Monday, October 8, 2012

Ghosts of Fashion


Chances are, if you regularly view fashion editorials, you’ve seen an old, stuck-in-the 1950s, ghost-town-like set known at the Four Aces. Maybe you’ve even declared how tired you’ve become with yet another lonely desert theme that looks exactly like the last lonely desert theme.   And chances are you might be right, they do look the same because they were all shot at the Four Aces.


The first few times I saw editorials shot there, sure, they looked cool.  Really cool.

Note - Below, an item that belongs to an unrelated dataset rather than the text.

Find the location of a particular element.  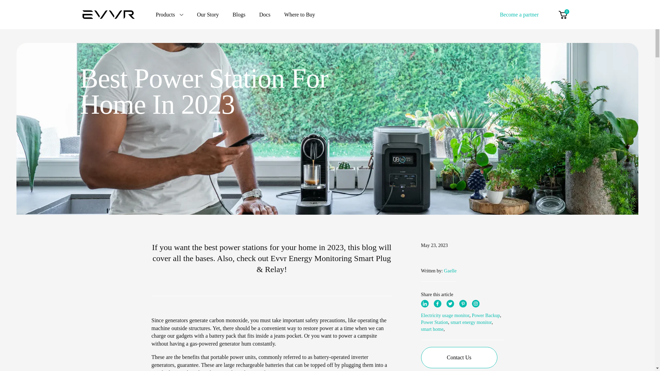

But with each new one I saw,  I grew bored and critical of editors who couldn’t put their creative talent to use to find something new.  Something different.  Something not that.

But then, literally one day, I had a change of heart.  The Four Aces suddenly became, after all the repetition, special.  It became an iconic location for fashion shoots.  Places like Paris or NYC are iconic of course too—way iconic.  But they’re known and are famous for many different reasons.  Fashion editorials may use and enjoy Paris’ iconic-ness, but so too can a tourist post-card or a bus tour travel brochure.

But the Four Aces?  Fashion has that all to itself.  Or just about, as movie productions sometimes use it too, but in a disguised and dressed up way. 

Fashion uses it just as it sits there, as a little oasis of cool in the hot desert.  And as each new year brings new collections on by the Four Aces for a visit, they join the collective remnants of past years’ collections there,  soon to join them as ghosts of fashion seasons past.